INDIGENOUS SPIRITUAL TRADITIONS
o the First Peoples, the Earth-Keepers, the Original Spiritual Architects,
I speak to you not as visitors to this world—but as those who have always known how to live with it. Before any doctrine, before any dogma, before conquest and conversion—you were already walking with the Divine.
You never needed a book to find God. You needed the sky. The river. The wind. The fire. The voice of the ancestor whispering through the drumbeat. You knew God not as a stranger, but as family. Not as above, but within, beneath, around, and breathing through all things.
You’ve honored the sacred through dance, ritual, sacrifice, naming ceremonies, vision quests, rain chants, plant medicine, and oral wisdom passed from elder to child. You understand balance. You understand reciprocity. You know that the Earth is not to be dominated—but to be in covenant with.

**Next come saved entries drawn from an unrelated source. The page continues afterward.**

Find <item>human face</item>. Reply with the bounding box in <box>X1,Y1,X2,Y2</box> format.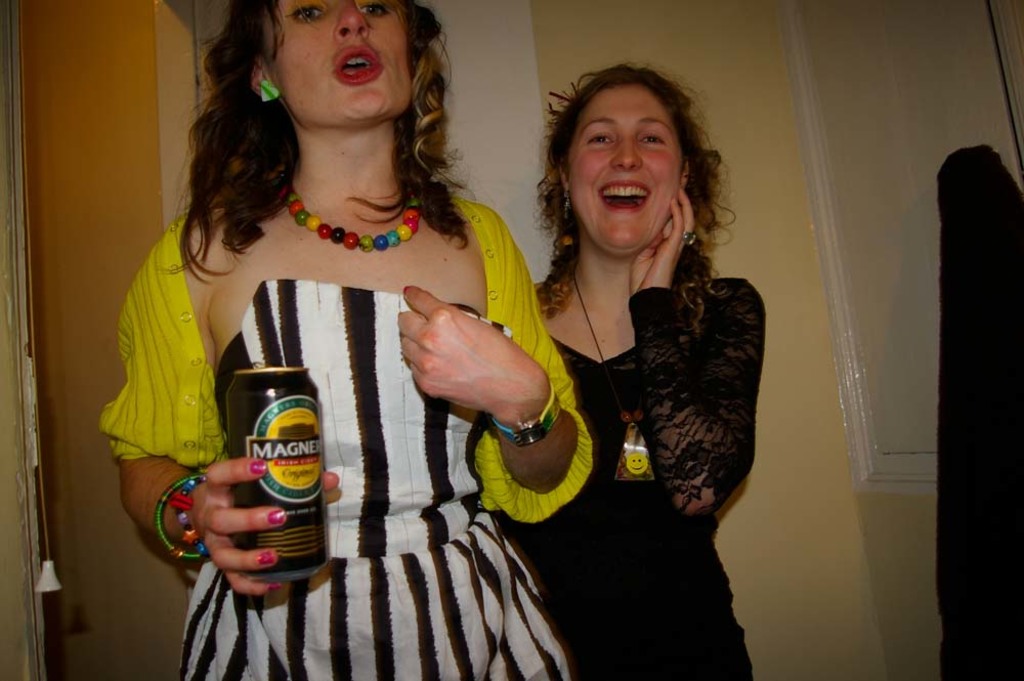
<box>264,0,414,125</box>.
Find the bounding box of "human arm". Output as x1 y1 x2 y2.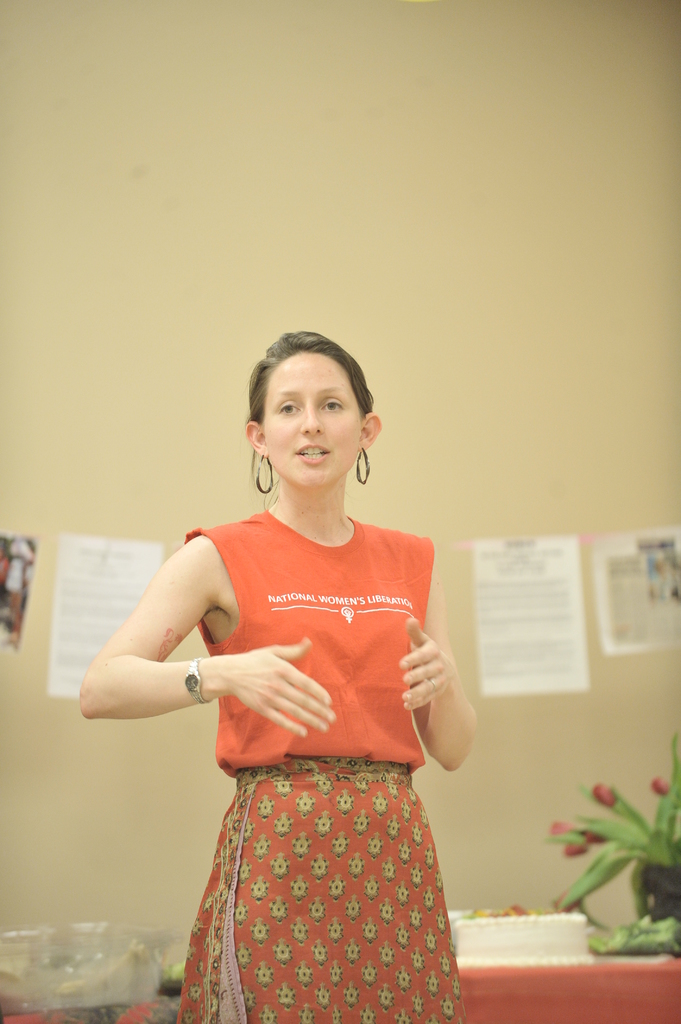
383 626 483 803.
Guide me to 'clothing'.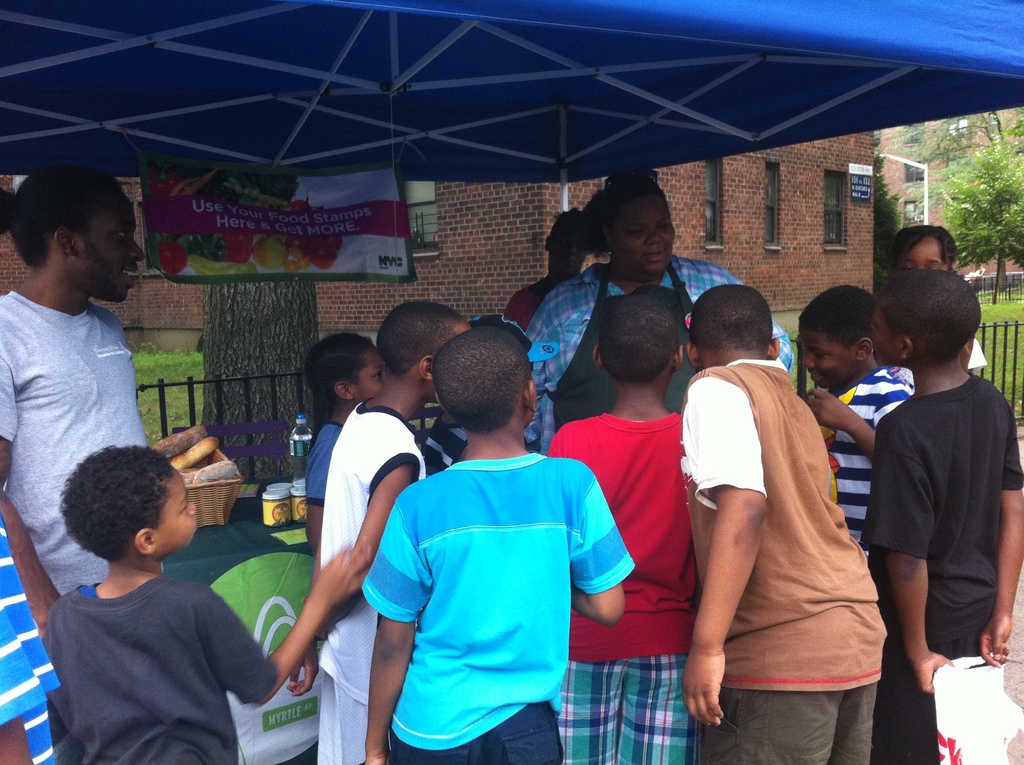
Guidance: bbox=(452, 275, 808, 481).
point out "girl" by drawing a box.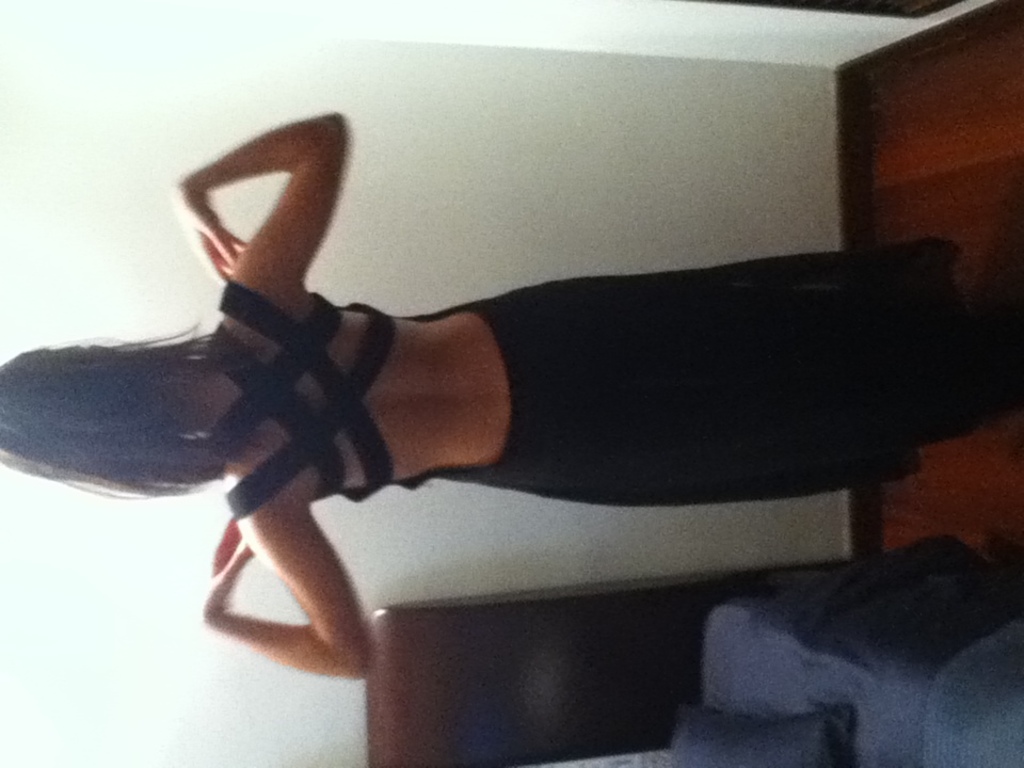
bbox=[0, 108, 1023, 684].
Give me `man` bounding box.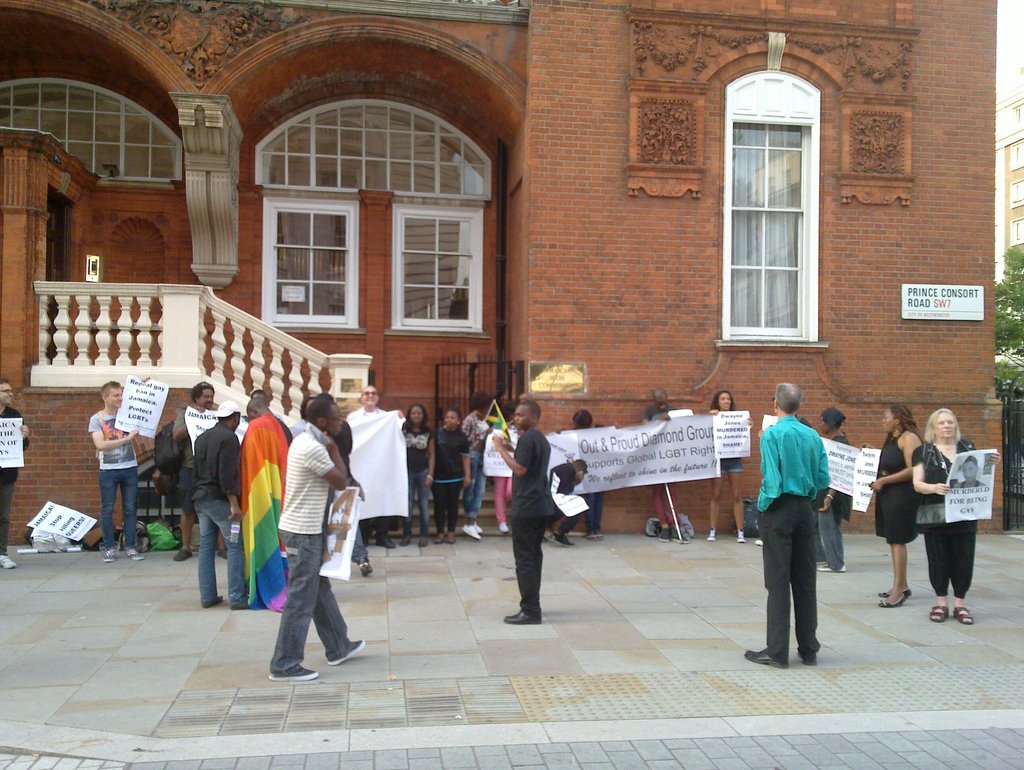
(222, 384, 303, 576).
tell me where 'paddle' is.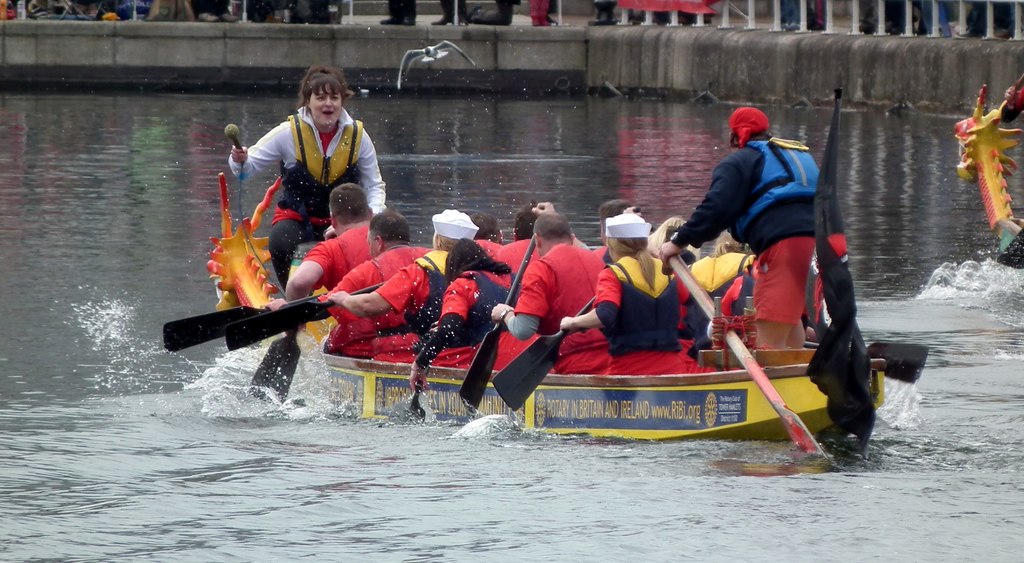
'paddle' is at x1=800 y1=341 x2=930 y2=386.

From the Yoruba Ifá, the Lakota Pipe Ceremonies, the Dagara Fire Rituals, the Sami Joik songs, the Aboriginal Dreamtime, the Inuit ice wisdom, to the Kogi Mamas who still meditate to keep the world intact—you have carried the responsibility of maintaining divine order without ever needing validation.
And yet, the world tried to erase you. Colonizers burned your altars, stole your children, banned your songs. But you didn’t die—you went underground, you braided your prayers into your hair, you hid your languages in lullabies, and you waited.
Now you are rising again.
I honor your sweat lodges, your tree plantings, your scarification rituals, your moon ceremonies, your animal kinship, and your ancestral reverence. I honor the deep drum and the silent gaze into the fire. You’ve kept us alive even when we didn’t know we were dying.
The world needs your prayers now more than ever.
I thank you. I honor you. I remember you.
You are sacred.
You are the pulse of the Divine still drumming through the land.